El Salvador President Nayib Bukele claimed Monday that he has no ability to return a Maryland man deported to the Central American country back to the US despite a Supreme Court ruling directing the Trump administration to take “steps to facilitate” his return.
“I hope you are not suggesting that I smuggle terrorists into the United States,” Bukele told reporters while sitting alongside President Trump in the Oval Office. “Of course, I’m not going to do it.
“The question is preposterous,” Bukele added. “I don’t have the power to return him to the United States.”
Kilmar Abrego García was sent last month to the notoriously brutal and overcrowded Terrorism Confinement Center (CECOT) alongside about 260 suspected gang members under the 18th-century Alien Enemies Act.
The Trump administration claims that Abrego Garcia illegally entered the country in 2011, a statement two lower courts have affirmed.
“First and foremost, he was illegally in our country,” US Attorney General Pam Bondi told reporters about Abrego García Monday. “That’s up to El Salvador if they want to return him. That’s not up to us.”
Secretary of State Marco Rubio similarly stated that “the foreign policy of the United States is conducted by the president of the United States, not by a court.”
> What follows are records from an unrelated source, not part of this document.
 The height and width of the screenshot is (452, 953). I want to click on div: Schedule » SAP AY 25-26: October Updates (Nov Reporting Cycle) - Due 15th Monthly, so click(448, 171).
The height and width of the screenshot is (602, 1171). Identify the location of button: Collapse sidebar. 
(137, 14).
“That’s where you deport people — back to their country of origin,” he argued.
But a 2019 order from an immigration judge restricted the government from deporting Abrego Garcia back to El Salvador due to concerns that he could face persecution from groups like the Barrio 18 gang.
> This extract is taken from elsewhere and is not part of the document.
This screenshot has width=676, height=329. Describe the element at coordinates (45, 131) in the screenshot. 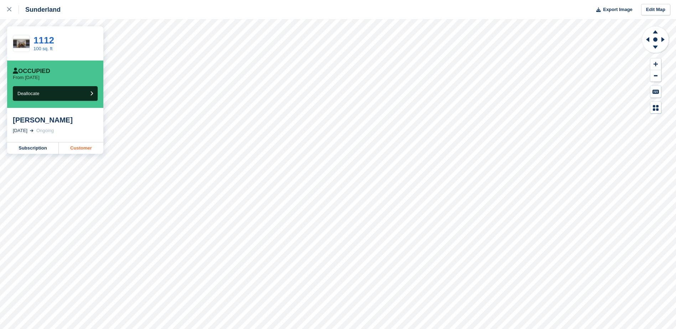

Justice Department lawyers initially acknowledged in court documents that Abrego Garcia’s deportation was due to an “administrative error” and a “clerical error.”
White House deputy chief of staff for policy Stephen Miller denied that claim Monday.
“That’s a big fact that all of you, most of you, have gotten wrong,” Miller told reporters ahead of Bukele’s meeting with Trump. “No one was mistakenly sent anywhere.”
“The only mistake that was made is a [Justice Department] lawyer put an incorrect line in a legal filing [and has] since been relieved,” he said. “[Abrego Garcia] is an illegal alien. He was deported to El Salvador.”
A Maryland federal judge had set an April 7 deadline for Abrego García’s return to US soil.
In an order handed down April 10, the high court directed the administration “to ‘facilitate’ Abrego Garcia’s release from custody in El Salvador and to ensure that his case is handled as it would have been had he not been improperly sent to El Salvador” — though the deadline was no longer in effect.
The Supreme Court also ruled that the lower courts must show “deference owed to the Executive Branch in the conduct of foreign affairs.”
In a Sunday court filing, the administration argued that the Supreme Court’s ruling does not mean that the US is obligated to press El Salvador for Abrego Garcia’s release.
“Taking ‘all available steps to facilitate’ the return of Abrego Garcia is thus best read as taking all available steps to remove any domestic obstacles that would otherwise impede the alien’s ability to return here,” DOJ lawyers wrote in a court filing Sunday.
“Indeed, no other reading of ‘facilitate’ is tenable—or constitutional—here.”
On Sunday, Trump said that the 260 people deported “are now in the sole custody of El Salvador.”
Bukele is the first Latin American leader to score a White House visit with Trump during his second term.